They called themselves a Celtic metal band — they weren’t exactly metal, but I couldn’t in all honesty call it folk in spite of the fiddler, and they did certainly know how to mangle a jig or a reel all too well. Not that the crowd, after midnight on a warm summer evening, who thought they were of Irish extraction even if it was so diluted that it was more than a splash of water in a jigger of bad blended Irish whiskey, cared a flying fuck.
I was down London way on that evening as Ingrid, my wife who’s the Estate Purchasing Agent and our Steward, had business with a company doing extremely low impact river based hydro power that we hoped would give us more electricity at an affordable cost. (It was promising but they were five years out from selling the units, though we did end up as one of the test sites.) Neither of us is Irish but the Pub was near our hotel and it raining too steadily to venture far that night.
I lied earlier — they were truly shitty. And as drunk as the crowd was to boot, which was no mean feat. We stayed for a few minutes, got back to our hotel before the rain really came down, and traded stories for several hours with the Dublin-born and raised barkeep, who made a rather excellent Irish coffee.

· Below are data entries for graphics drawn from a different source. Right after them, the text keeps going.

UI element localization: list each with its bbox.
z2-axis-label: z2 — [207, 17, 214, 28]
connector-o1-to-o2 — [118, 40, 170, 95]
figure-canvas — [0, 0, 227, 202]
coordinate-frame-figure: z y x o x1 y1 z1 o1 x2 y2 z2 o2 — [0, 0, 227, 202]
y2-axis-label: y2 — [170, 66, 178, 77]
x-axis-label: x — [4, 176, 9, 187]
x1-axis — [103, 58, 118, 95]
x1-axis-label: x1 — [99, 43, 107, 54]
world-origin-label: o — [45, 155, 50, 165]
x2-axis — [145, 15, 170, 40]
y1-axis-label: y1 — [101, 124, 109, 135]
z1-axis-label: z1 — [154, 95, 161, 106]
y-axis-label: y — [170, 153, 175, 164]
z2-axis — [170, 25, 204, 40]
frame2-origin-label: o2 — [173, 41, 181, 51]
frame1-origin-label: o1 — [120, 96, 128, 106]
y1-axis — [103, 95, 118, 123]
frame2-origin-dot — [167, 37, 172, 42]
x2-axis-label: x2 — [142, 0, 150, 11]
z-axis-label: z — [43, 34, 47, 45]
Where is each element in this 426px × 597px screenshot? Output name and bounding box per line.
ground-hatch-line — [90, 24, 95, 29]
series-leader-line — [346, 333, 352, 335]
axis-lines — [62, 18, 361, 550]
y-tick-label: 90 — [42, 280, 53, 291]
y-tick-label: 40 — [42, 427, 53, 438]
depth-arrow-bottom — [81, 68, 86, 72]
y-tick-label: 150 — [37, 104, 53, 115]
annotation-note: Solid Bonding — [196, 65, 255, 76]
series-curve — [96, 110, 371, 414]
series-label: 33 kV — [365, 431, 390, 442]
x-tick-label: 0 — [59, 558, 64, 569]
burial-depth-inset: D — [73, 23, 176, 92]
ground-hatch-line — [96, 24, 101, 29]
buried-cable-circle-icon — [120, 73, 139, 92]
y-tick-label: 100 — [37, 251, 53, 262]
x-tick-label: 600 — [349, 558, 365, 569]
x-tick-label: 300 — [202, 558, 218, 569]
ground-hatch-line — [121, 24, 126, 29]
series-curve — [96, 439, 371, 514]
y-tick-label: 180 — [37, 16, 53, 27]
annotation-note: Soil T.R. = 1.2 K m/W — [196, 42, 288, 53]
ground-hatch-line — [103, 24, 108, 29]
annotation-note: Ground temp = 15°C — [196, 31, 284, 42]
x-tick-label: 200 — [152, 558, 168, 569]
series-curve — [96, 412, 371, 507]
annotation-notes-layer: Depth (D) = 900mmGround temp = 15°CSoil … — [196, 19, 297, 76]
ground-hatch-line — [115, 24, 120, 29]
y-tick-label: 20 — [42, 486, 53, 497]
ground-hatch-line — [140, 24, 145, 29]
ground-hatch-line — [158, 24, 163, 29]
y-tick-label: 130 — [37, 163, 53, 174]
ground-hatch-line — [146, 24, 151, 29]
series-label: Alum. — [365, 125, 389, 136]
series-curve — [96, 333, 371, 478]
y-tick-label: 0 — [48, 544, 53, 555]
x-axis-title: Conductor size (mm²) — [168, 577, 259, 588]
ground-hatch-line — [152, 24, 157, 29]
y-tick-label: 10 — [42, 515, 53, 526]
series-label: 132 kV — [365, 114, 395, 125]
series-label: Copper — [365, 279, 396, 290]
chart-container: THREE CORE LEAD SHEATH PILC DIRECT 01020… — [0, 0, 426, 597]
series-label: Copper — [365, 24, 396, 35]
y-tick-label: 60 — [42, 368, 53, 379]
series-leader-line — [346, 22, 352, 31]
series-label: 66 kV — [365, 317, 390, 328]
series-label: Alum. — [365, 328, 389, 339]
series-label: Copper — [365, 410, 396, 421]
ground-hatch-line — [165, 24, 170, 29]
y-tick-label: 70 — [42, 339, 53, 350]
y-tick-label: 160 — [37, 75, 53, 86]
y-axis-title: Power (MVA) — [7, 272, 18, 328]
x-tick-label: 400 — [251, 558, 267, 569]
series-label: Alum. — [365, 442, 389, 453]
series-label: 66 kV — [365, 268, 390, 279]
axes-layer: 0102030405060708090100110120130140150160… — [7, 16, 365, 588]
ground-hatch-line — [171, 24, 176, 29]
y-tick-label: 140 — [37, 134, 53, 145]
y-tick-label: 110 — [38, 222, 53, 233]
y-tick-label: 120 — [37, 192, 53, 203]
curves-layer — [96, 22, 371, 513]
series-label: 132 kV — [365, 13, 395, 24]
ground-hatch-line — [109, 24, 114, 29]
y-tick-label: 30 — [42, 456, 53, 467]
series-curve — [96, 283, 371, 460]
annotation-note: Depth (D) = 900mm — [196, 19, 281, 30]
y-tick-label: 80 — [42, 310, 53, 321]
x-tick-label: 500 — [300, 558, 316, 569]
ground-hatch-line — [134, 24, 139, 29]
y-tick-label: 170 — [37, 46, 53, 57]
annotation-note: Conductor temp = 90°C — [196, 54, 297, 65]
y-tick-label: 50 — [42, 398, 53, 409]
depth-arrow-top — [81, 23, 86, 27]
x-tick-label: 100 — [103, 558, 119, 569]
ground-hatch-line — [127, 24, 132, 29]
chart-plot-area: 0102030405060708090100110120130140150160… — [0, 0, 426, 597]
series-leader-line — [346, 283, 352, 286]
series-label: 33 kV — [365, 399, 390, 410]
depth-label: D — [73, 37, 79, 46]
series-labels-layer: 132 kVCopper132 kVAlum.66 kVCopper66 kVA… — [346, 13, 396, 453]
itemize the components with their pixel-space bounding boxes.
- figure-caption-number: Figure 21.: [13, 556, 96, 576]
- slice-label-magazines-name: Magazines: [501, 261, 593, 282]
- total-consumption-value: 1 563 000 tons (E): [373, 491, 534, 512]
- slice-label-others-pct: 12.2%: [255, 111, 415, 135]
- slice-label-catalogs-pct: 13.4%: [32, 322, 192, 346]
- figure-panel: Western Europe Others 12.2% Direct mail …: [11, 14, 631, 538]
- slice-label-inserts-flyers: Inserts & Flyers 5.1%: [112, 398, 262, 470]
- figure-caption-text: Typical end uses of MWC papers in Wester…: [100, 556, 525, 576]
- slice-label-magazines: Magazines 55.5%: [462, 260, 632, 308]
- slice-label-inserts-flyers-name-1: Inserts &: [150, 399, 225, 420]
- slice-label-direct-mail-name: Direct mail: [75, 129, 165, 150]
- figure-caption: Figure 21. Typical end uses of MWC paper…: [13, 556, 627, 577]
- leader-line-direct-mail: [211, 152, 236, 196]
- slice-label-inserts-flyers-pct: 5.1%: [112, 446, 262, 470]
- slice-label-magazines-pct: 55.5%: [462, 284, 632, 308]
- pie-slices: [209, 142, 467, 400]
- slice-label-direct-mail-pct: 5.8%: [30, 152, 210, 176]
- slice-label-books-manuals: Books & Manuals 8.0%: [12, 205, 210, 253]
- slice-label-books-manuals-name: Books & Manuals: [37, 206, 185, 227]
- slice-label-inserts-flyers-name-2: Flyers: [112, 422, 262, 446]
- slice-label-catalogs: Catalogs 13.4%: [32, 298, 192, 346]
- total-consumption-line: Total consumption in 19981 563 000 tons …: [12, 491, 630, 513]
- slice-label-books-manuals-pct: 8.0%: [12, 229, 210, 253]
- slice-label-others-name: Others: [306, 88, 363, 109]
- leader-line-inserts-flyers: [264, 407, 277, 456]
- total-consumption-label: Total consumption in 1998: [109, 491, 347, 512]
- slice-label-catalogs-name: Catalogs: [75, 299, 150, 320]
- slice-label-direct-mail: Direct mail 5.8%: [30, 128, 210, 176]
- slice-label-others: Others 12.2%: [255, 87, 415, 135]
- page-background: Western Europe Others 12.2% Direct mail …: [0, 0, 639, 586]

Now it is possible to combine Celtic and metal successfully, though it rarely gets done. If you care to hear two bands taking a piss while doing so, go find Thin Lizzy, the Irish rockers from the Seventies, playing ‘Whiskey in a Jar’ — not bad at all despite Phil Lynott’s truly shitty voice, but far better is Metallica’s cover, which features the ballsy voice of James Hetfield. And the best blending of rock music with Irish traditional music is most everything done by the Irish group Horslips.
Now I must leave you, as I want to listen as the Neverending Session play the John Playford composition, ‘Drive the Cold Winter Away’, which was done by Horslips here.